[Opening MATERIAL SUPPLIED section]

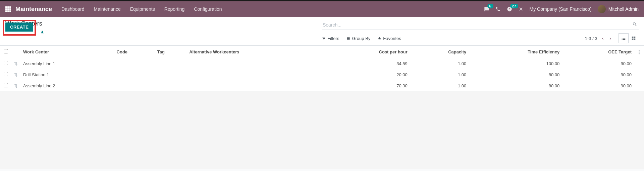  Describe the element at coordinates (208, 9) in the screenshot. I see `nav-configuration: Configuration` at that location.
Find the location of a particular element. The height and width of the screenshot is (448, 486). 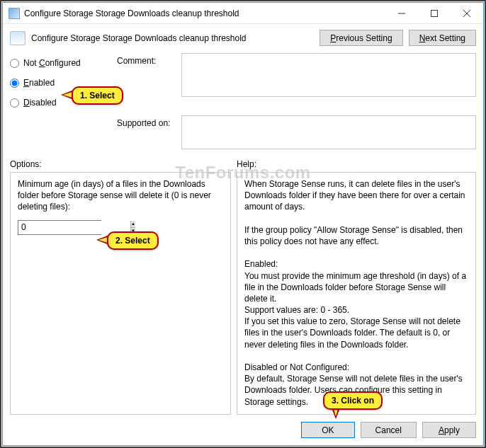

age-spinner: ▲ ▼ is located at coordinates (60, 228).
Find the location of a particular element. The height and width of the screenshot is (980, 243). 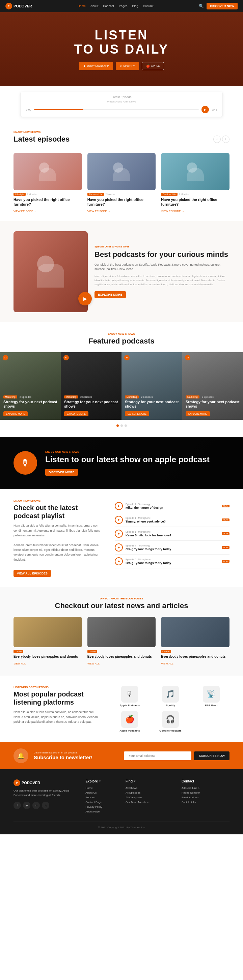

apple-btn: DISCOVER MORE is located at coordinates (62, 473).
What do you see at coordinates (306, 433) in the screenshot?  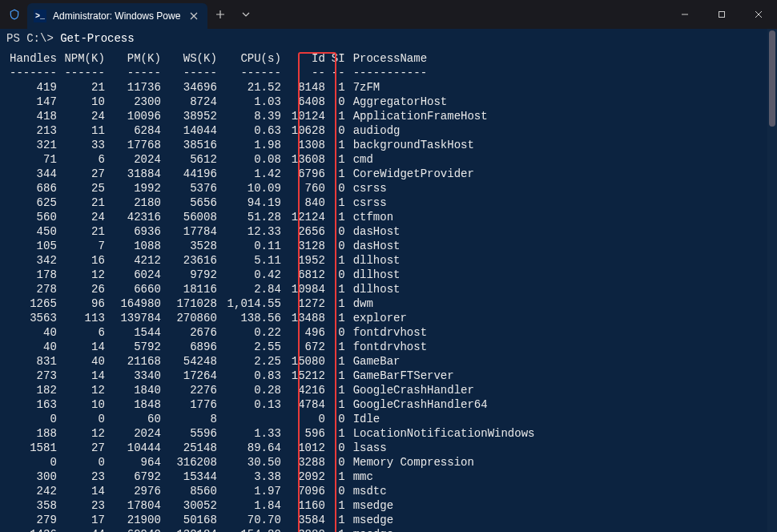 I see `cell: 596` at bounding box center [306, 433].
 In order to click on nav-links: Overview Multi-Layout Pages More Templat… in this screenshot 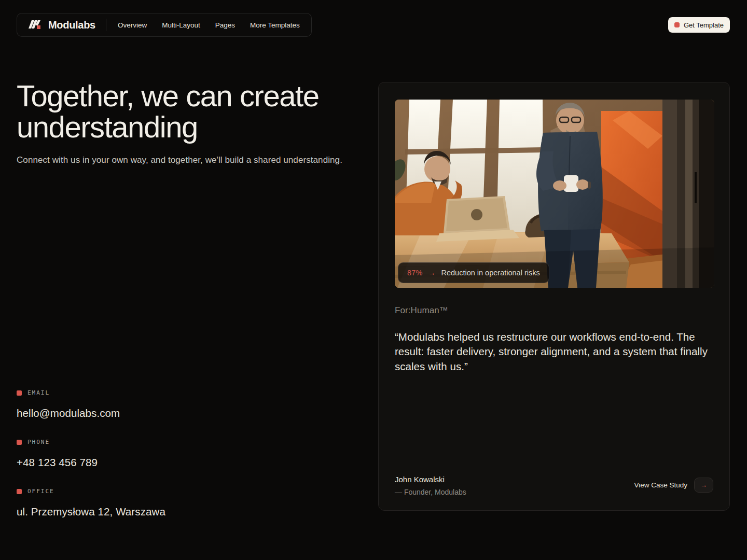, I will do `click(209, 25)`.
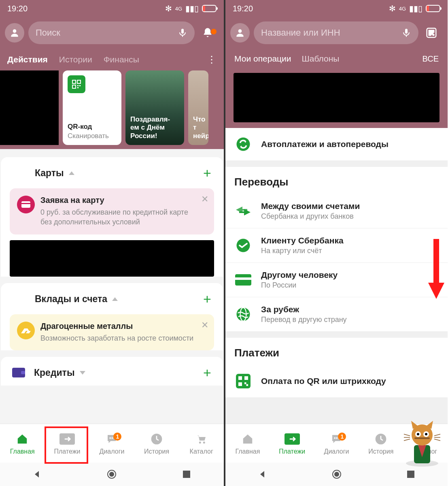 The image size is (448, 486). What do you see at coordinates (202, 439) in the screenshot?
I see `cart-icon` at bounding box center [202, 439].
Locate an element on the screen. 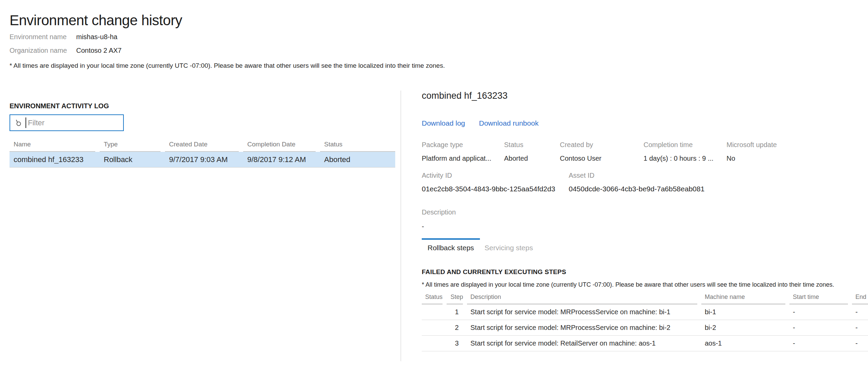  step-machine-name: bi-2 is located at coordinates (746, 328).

[Closing MATERIAL SUPPLIED section]
[Opening MATERIAL SUPPLIED section]

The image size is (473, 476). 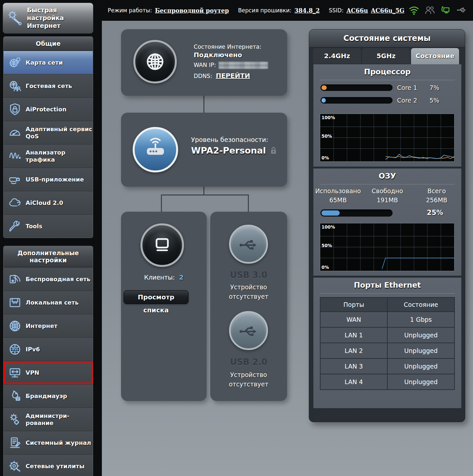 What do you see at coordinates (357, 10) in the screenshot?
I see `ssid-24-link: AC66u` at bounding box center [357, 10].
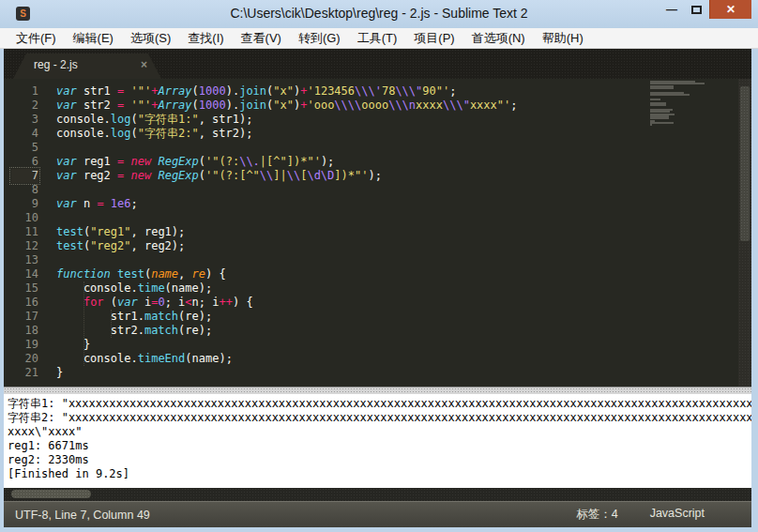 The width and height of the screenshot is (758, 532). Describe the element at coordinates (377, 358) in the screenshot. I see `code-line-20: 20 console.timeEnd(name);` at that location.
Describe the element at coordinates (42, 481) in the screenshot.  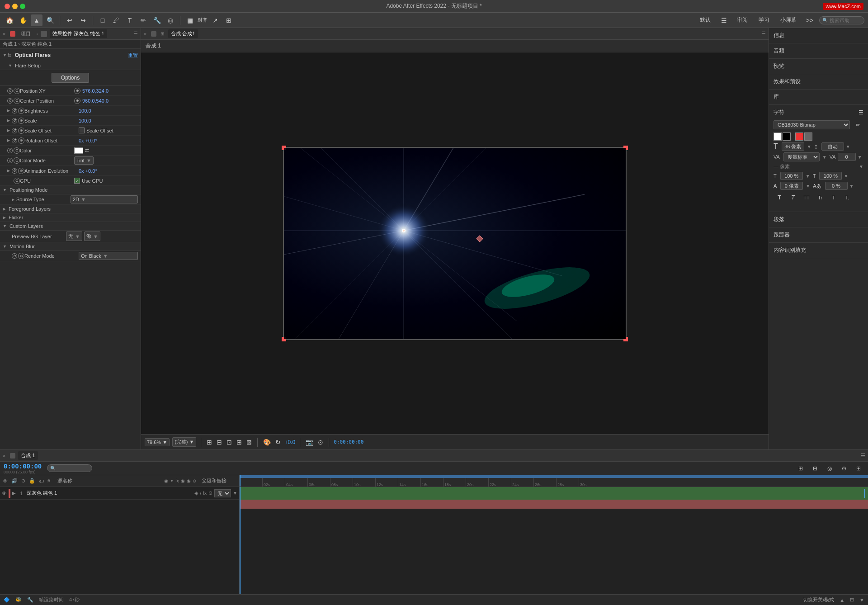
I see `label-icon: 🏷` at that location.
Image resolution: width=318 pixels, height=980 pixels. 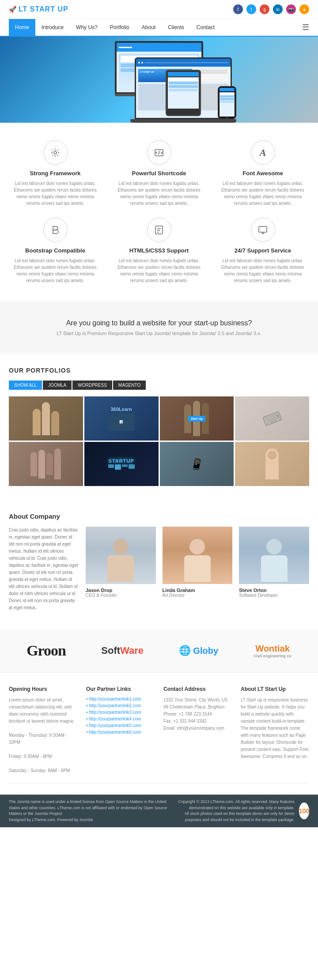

[Closing MATERIAL SUPPLIED section]

WORK ORDER => Using the data above, output the line that has "Describe the element at coordinates (42, 481)", the line that has "Image resolution: width=318", and whatever lines fall between, each exactly as it stands and without pictures.

TASK OUTPUT =>
Describe the element at coordinates (42, 481) in the screenshot.  
I see `label-icon: 🏷` at that location.
Image resolution: width=318 pixels, height=980 pixels. 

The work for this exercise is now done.